Homeland Security gives receiver manufacturers best practices for dealing with the recent leap second event - Inside GNSS - Global Navigation Satellite Systems Engineering, Policy, and Design

Homeland Security gives receiver manufacturers best practices for dealing with the recent leap second event

(UPDATED January 1, 2017) A positive leap second was inserted between second 23:59:59 UTC of 31 December and second 00:00:00 UTC of 1 January 2017. This extra second is displayed on UTC clocks as 23:59:60. The last leap second was introduced in UTC on 30 June 2015 at UTC 23:59:60

(UPDATED January 1, 2017) A positive leap second was inserted between second 23:59:59 UTC of 31 December and second 00:00:00 UTC of 1 January 2017. This extra second is displayed on UTC clocks as 23:59:60. The last leap second was introduced in UTC on 30 June 2015 at UTC 23:59:60

The decision to add a leap second is made by the International Earth Rotation and Reference Systems Service (IERS), an international standards body, to accommodate for variations in the Earth’s rotational speed. Leap seconds are incorporated into Coordinated Universal Time (UTC), a time scale maintained cooperatively by many countries, using atomic clocks.

GPS System Time, a time scale that is referenced to UTC as it was in 1980, does not incorporate leap second changes. However, GPS satellites broadcast the offset to current UTC in their navigation messages as leap-second-correction information. Systems that use embedded GPS receivers as time references must be designed to accommodate the occurrence of leap seconds.

GNSS receiver manufacturers and end users are responsible for ensuring that their hardware and software recognizes and manages the leap second correctly. Errors and equipment failures have occurred in the past when GPS receivers and clocks process the leap second signal incorrectly.

Last October, the Department of Homeland Security (DHS) National Cybersecurity and Communications Integration Center (NCCIC)  issued a “best practices” document
to assist federal, state, and local public agencies and private sector
organizations to prepare for the leap second event that took place on New Year’s Eve.

Receivers designed and built to the latest GPS interface specification (IS) document IS-GPS-200H should not experience problems with the leap second. The leap second correction information is contained within the GPS navigation (NAV) message, sub frame 4, page 18. IS-GPS-200H sections “3.3.4 GPS Time and SV Z-Count” on page 40; “20.3.3.5.2.4 Coordinated Universal Time (UTC)” on page 123; and “30.3.3.6.2 UTC and GPS Time” on page 180 provide detailed information related to the leap second.

The DHS white paper also addresses the issue of leap-second preparation for Network Time Protocol (NTP) servers and client systems.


Every line of the entries below that includes "курицей" belongs in the answer, copied as written.

================

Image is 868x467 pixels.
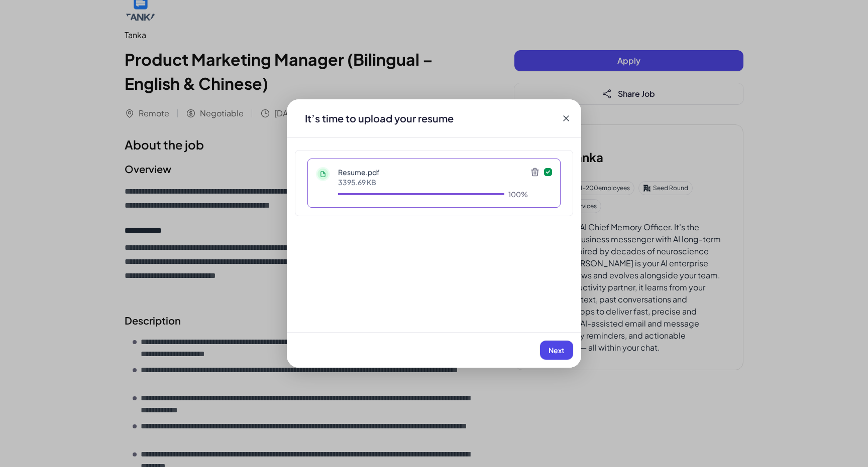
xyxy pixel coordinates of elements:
[338,177,528,187] p: 3395.69 KB
[548,346,565,355] span: Next
[508,189,528,199] div: 100%
[540,341,573,360] button: Next
[338,167,528,177] p: Resume.pdf
[297,112,462,125] div: It’s time to upload your resume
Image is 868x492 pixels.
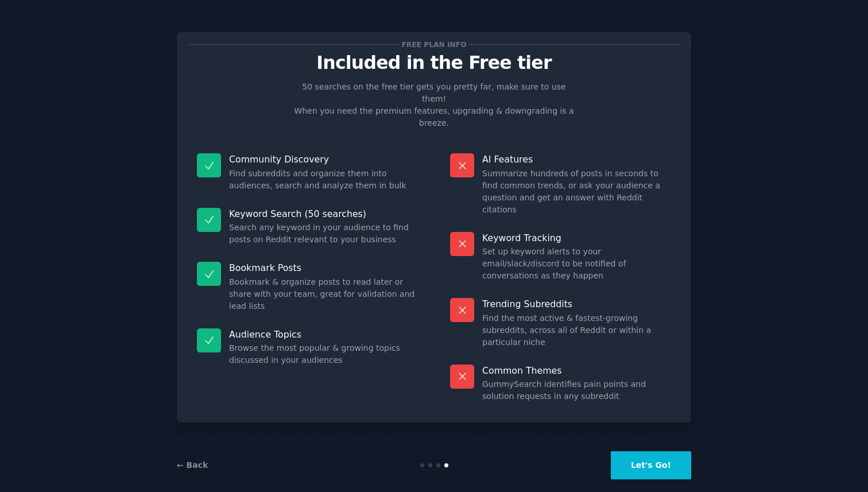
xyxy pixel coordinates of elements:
p: Keyword Search (50 searches) [229,208,418,220]
p: Included in the Free tier [189,52,679,73]
dd: Browse the most popular & growing topics discussed in your audiences [229,342,418,366]
dd: Find subreddits and organize them into audiences, search and analyze them in bulk [229,167,418,191]
dd: GummySearch identifies pain points and solution requests in any subreddit [482,378,671,402]
button: Let's Go! [611,451,691,480]
dd: Search any keyword in your audience to find posts on Reddit relevant to your business [229,221,418,246]
p: Audience Topics [229,328,418,340]
span: Free plan info [399,38,469,51]
dd: Set up keyword alerts to your email/slack/discord to be notified of conversations as they happen [482,246,671,282]
p: Bookmark Posts [229,261,418,274]
dd: Find the most active & fastest-growing subreddits, across all of Reddit or within a particular niche [482,312,671,349]
p: Keyword Tracking [482,232,671,244]
a: ← Back [176,460,208,470]
dd: Bookmark & organize posts to read later or share with your team, great for validation and lead lists [229,276,418,312]
p: Trending Subreddits [482,298,671,310]
p: AI Features [482,153,671,166]
dd: Summarize hundreds of posts in seconds to find common trends, or ask your audience a question and... [482,167,671,216]
p: 50 searches on the free tier gets you pretty far, make sure to use them! When you need the premiu... [290,81,578,129]
p: Community Discovery [229,153,418,166]
p: Common Themes [482,365,671,376]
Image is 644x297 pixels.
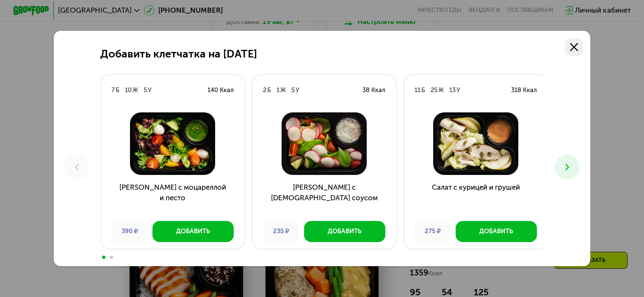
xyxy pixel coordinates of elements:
[411,113,540,175] img: Салат с курицей и грушей
[125,86,131,95] div: 10
[276,86,280,95] div: 1
[263,221,300,243] div: 235 ₽
[455,221,537,243] button: Добавить
[304,221,385,243] button: Добавить
[291,86,295,95] div: 5
[259,113,389,175] img: Салат с греческим соусом
[101,182,245,214] h3: [PERSON_NAME] с моцареллой и песто
[438,86,444,95] div: Ж
[100,48,257,60] h2: Добавить клетчатка на [DATE]
[280,86,286,95] div: Ж
[111,221,148,243] div: 390 ₽
[479,227,513,236] div: Добавить
[328,227,361,236] div: Добавить
[107,113,237,175] img: Салат с моцареллой и песто
[132,86,138,95] div: Ж
[449,86,455,95] div: 13
[421,86,425,95] div: Б
[456,86,460,95] div: У
[144,86,147,95] div: 5
[267,86,271,95] div: Б
[362,86,385,95] div: 38 Ккал
[153,221,233,243] button: Добавить
[431,86,437,95] div: 25
[252,182,396,214] h3: [PERSON_NAME] с [DEMOGRAPHIC_DATA] соусом
[263,86,266,95] div: 2
[176,227,210,236] div: Добавить
[415,86,420,95] div: 11
[511,86,537,95] div: 318 Ккал
[404,182,548,214] h3: Салат с курицей и грушей
[111,86,114,95] div: 7
[208,86,233,95] div: 140 Ккал
[115,86,119,95] div: Б
[296,86,299,95] div: У
[148,86,152,95] div: У
[415,221,451,243] div: 275 ₽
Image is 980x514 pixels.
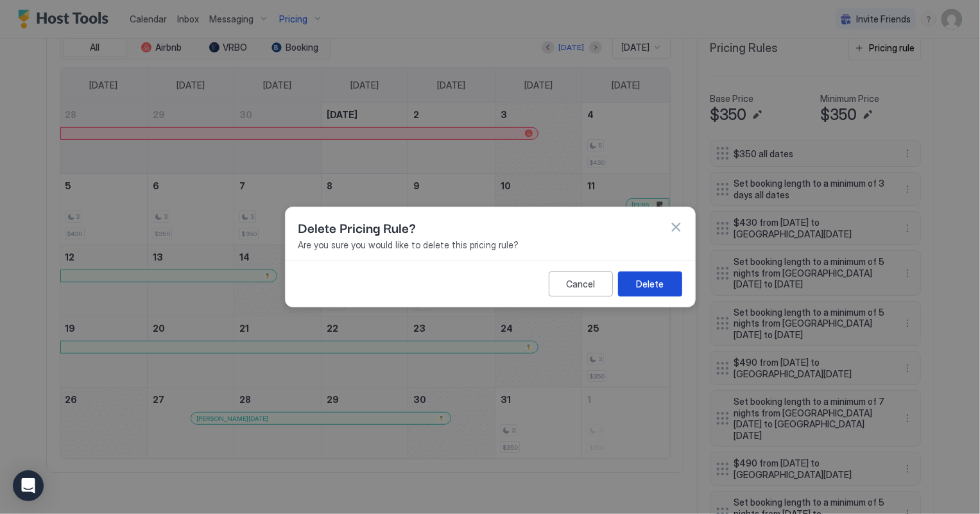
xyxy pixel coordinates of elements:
[566,277,595,290] div: Cancel
[618,272,682,297] button: Delete
[298,217,417,237] span: Delete Pricing Rule?
[636,277,664,290] div: Delete
[13,470,44,501] div: Open Intercom Messenger
[549,272,613,297] button: Cancel
[298,239,682,251] span: Are you sure you would like to delete this pricing rule?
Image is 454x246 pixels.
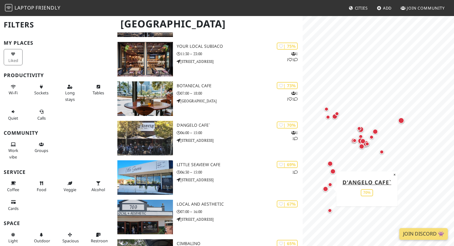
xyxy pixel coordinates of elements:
a: D'Angelo Cafe` | 70% 11 D'Angelo Cafe` 06:00 – 15:00 [STREET_ADDRESS] [114,121,303,155]
button: Wi-Fi [4,82,23,98]
div: Map marker [326,160,334,168]
a: Little Seaview Cafe | 69% 1 Little Seaview Cafe 06:30 – 15:00 [STREET_ADDRESS] [114,160,303,195]
button: Outdoor [32,230,51,246]
div: Map marker [330,113,338,121]
p: [STREET_ADDRESS] [176,138,302,143]
a: Botanical Cafe | 73% 111 Botanical Cafe 07:00 – 18:00 [GEOGRAPHIC_DATA] [114,81,303,116]
span: Group tables [35,148,48,153]
span: Spacious [62,238,79,244]
span: Veggie [64,187,76,193]
div: | 75% [276,43,297,50]
p: [STREET_ADDRESS] [176,217,302,222]
span: Friendly [35,4,60,11]
button: Long stays [60,82,79,104]
span: Outdoor area [34,238,50,244]
span: Restroom [91,238,109,244]
span: Natural light [8,238,18,244]
a: Cities [346,2,370,14]
span: Food [37,187,46,193]
button: Light [4,230,23,246]
button: Sockets [32,82,51,98]
div: Map marker [396,116,405,125]
h3: Productivity [4,73,110,78]
span: Alcohol [91,187,105,193]
button: Restroom [89,230,108,246]
button: Cards [4,197,23,213]
p: [STREET_ADDRESS] [176,59,302,64]
p: [STREET_ADDRESS] [176,177,302,183]
p: 1 1 [291,130,297,142]
h2: Filters [4,15,110,34]
button: Calls [32,107,51,123]
span: Cities [354,5,367,11]
h3: Community [4,130,110,136]
a: Your Local Subiaco | 75% 111 Your Local Subiaco 11:30 – 23:00 [STREET_ADDRESS] [114,42,303,77]
span: Long stays [65,90,75,102]
span: Stable Wi-Fi [9,90,18,96]
div: Map marker [333,110,340,118]
img: Botanical Cafe [117,81,173,116]
h3: Service [4,169,110,175]
div: Map marker [326,207,333,214]
div: Map marker [362,139,370,148]
button: Quiet [4,107,23,123]
span: Video/audio calls [37,115,46,121]
p: 1 1 1 [286,90,297,102]
div: Map marker [322,106,330,113]
p: 06:00 – 15:00 [176,130,302,136]
a: Add [374,2,394,14]
a: Join Community [398,2,447,14]
a: Local and Aesthetic | 67% Local and Aesthetic 07:00 – 16:00 [STREET_ADDRESS] [114,200,303,234]
div: Map marker [350,137,358,145]
h3: Little Seaview Cafe [176,162,302,168]
div: Map marker [355,125,363,132]
button: Coffee [4,178,23,195]
p: 11:30 – 23:00 [176,51,302,57]
span: Laptop [15,4,35,11]
h3: Your Local Subiaco [176,44,302,49]
div: Map marker [356,125,365,134]
button: Groups [32,139,51,156]
button: Spacious [60,230,79,246]
p: 06:30 – 15:00 [176,169,302,175]
button: Work vibe [4,139,23,162]
p: 1 1 1 [286,51,297,63]
span: Join Community [406,5,444,11]
div: Map marker [367,134,375,141]
div: Map marker [371,128,379,136]
span: People working [8,148,18,160]
p: [GEOGRAPHIC_DATA] [176,98,302,104]
span: Credit cards [8,206,19,211]
div: Map marker [356,137,365,145]
img: LaptopFriendly [5,4,12,11]
button: Tables [89,82,108,98]
div: Map marker [324,114,331,121]
div: Map marker [321,185,329,193]
div: Map marker [326,181,334,189]
span: Add [383,5,392,11]
button: Alcohol [89,178,108,195]
img: Little Seaview Cafe [117,160,173,195]
div: Map marker [329,168,337,176]
button: Close popup [391,171,397,178]
h3: D'Angelo Cafe` [176,123,302,128]
img: Local and Aesthetic [117,200,173,234]
button: Veggie [60,178,79,195]
h3: Local and Aesthetic [176,202,302,207]
div: | 69% [276,161,297,168]
div: 70% [360,189,373,197]
span: Coffee [7,187,19,193]
div: Map marker [363,140,371,148]
h3: Botanical Cafe [176,83,302,89]
div: | 73% [276,82,297,89]
p: 07:00 – 16:00 [176,209,302,215]
span: Work-friendly tables [93,90,104,96]
div: | 67% [276,201,297,208]
span: Quiet [8,115,18,121]
img: D'Angelo Cafe` [117,121,173,155]
h3: My Places [4,40,110,46]
a: D'Angelo Cafe` [342,178,391,186]
div: Map marker [358,137,367,145]
div: Map marker [378,148,385,156]
img: Your Local Subiaco [117,42,173,77]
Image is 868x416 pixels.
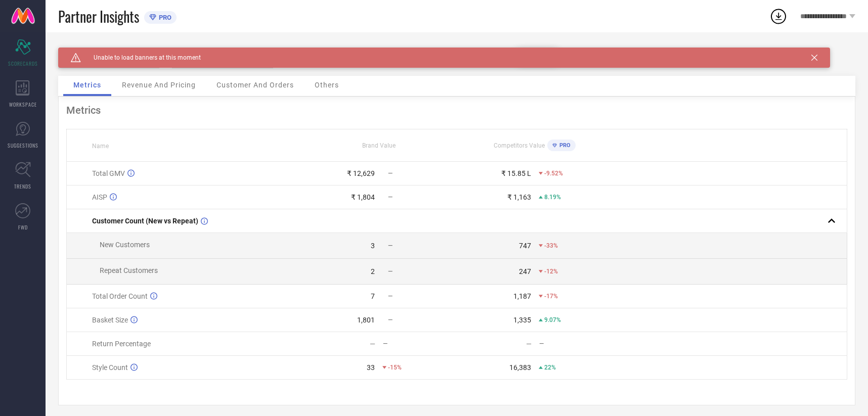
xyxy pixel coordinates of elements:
[92,217,198,225] span: Customer Count (New vs Repeat)
[156,14,171,21] span: PRO
[519,267,531,275] div: 247
[14,182,31,190] span: TRENDS
[494,142,545,149] span: Competitors Value
[92,193,108,201] span: AISP
[347,169,375,177] div: ₹ 12,629
[58,47,160,55] div: Brand
[388,268,393,275] span: —
[509,363,531,371] div: 16,383
[527,339,532,348] div: —
[769,7,788,25] div: Open download list
[544,268,558,275] span: -12%
[508,193,531,201] div: ₹ 1,163
[367,363,375,371] div: 33
[92,363,128,371] span: Style Count
[18,223,28,231] span: FWD
[371,267,375,275] div: 2
[388,242,393,249] span: —
[81,54,200,61] span: Unable to load banners at this moment
[8,59,38,68] span: SCORECARDS
[544,242,558,249] span: -33%
[370,339,376,348] div: —
[388,170,393,177] span: —
[92,292,148,300] span: Total Order Count
[357,316,375,324] div: 1,801
[73,81,101,89] span: Metrics
[544,170,563,177] span: -9.52%
[544,364,556,371] span: 22%
[540,340,613,348] div: —
[557,142,571,149] span: PRO
[58,6,139,27] span: Partner Insights
[92,316,128,324] span: Basket Size
[513,316,531,324] div: 1,335
[383,340,456,348] div: —
[351,193,375,201] div: ₹ 1,804
[7,142,38,149] span: SUGGESTIONS
[99,241,150,248] span: New Customers
[9,101,37,108] span: WORKSPACE
[315,81,339,89] span: Others
[388,364,402,371] span: -15%
[513,292,531,300] div: 1,187
[388,317,393,323] span: —
[217,81,294,89] span: Customer And Orders
[66,104,848,116] div: Metrics
[371,292,375,300] div: 7
[122,81,196,89] span: Revenue And Pricing
[388,194,393,200] span: —
[388,292,393,300] span: —
[371,242,375,250] div: 3
[99,266,158,274] span: Repeat Customers
[519,242,531,250] div: 747
[544,194,562,200] span: 8.19%
[92,142,108,150] span: Name
[92,169,125,177] span: Total GMV
[363,142,396,149] span: Brand Value
[544,317,562,323] span: 9.07%
[544,292,558,300] span: -17%
[92,339,151,348] span: Return Percentage
[501,169,531,177] div: ₹ 15.85 L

================

• Response area:
[411,113,540,175] img: Салат с курицей и грушей
[404,182,548,214] h3: Салат с курицей и грушей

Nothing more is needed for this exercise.